The good thing is that I know enough good rebels who will call a spade a spade, and by virtue of being truth-seekers, they are open to others being not-so-wrong. Those truth-seekers will disregard crowd-pleasing agreement and say things plainly. Those people are, of course, no politicians, nor are they loved universally – but they move the needle forward by providing honest feedback and looking for the right more than looking to “be right”.
For me, that group is a band of rebels, especially in the AI-dominated age, who are going to challenge the status quo of the accepting majority – thus helping humanity and society to evolve.
Telling Wrong from Wrong*
The key question here is how one can distinguish a real wrong from the false negative (aka wrong*). And make no mistake: when I wrote that I am wrong most of the time, that is truly how I see myself.
I won’t provide you with a ‘Lifehack’, ‘Snake Oil’, or ‘Utopian vision’ — because I do not have one.
I suggest searching for evidence and analyzing the current state and describing a desired state where the outcome becomes not wrong. Then provide a possible and plausible path toward that state — one that takes a realistic, achievable amount of time.
Sometimes the evidence will help you, and sometimes there is none. Remember, some of the most ground-breaking discoveries were at some point universally judged to be impossible. When to stop believing in a positive outcome — I will leave that up to you.
Consider clarity and honesty: by being open about the state of things — whether it benefits you or not — you will get further as a human and help society advance.
Tell it as if you have skin in the game, because on the important matters you probably do. And if you do not – then show a bit of character and be honest about your best intentions and declare that you are actually just exploring the opportunities.

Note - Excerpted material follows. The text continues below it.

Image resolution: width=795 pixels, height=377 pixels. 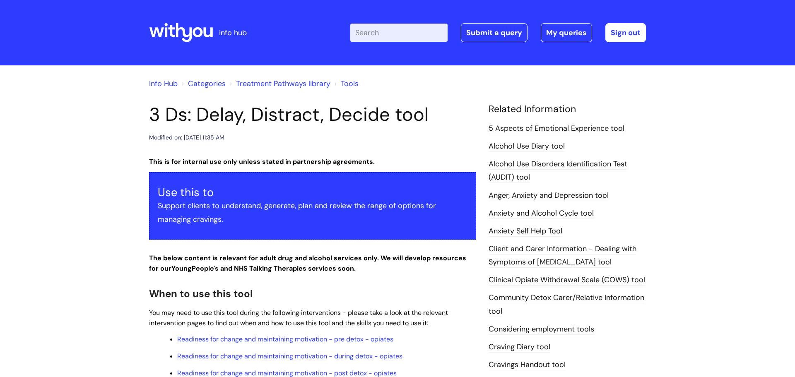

If you are running a database workload, ask and vote for the features and databases that provide you with solutions and paths to solving real business problems. I am a believer that the one who searches eventually finds the way, even if it takes a longer path. For example, if, in a feature, you see a particular use case, even though it is described as wrong – but the technology still acts that way – good research on whether the behavior is wrong or really wrong* will be needed.
Well, here is a story I have told to just a handful of people before. Many years ago, a well-known researcher sent me a copy of a whitepaper he was about to publish. He wanted my opinion and feedback. He was too kind and I still feel today that I did not deserve that. I did my best at the time (which by today’s view was mediocre at best), but I had a point of view and I implied in my answer that some part of the technology should have worked in a different way. He replied, confidently and reasonably, that he had researched it and that it should work the way he had described. It looked like I was wrong and I did not argue. And surprisingly, around six months later, I was not just wrong* but eventually even “not wrong”.
For many years one of the maxims in my house has been – if the future generations are not ashamed of our behavior and of us being extremely wrong and naive, then society has not moved the needle far enough.
We are all extremely wrong in our beliefs and assertions, we just do not know or do not understand it.
Final thoughts
Well … I just might be wrong again with my way of seeing things.
But I’d rather be wrong and find out if, by some good chance, I just might be wrong*.
A very important person in my life, weeks before passing away, told me – “Never agree by default. Be the contrarian voice. Because it matters. Because the majority is always agreeing.”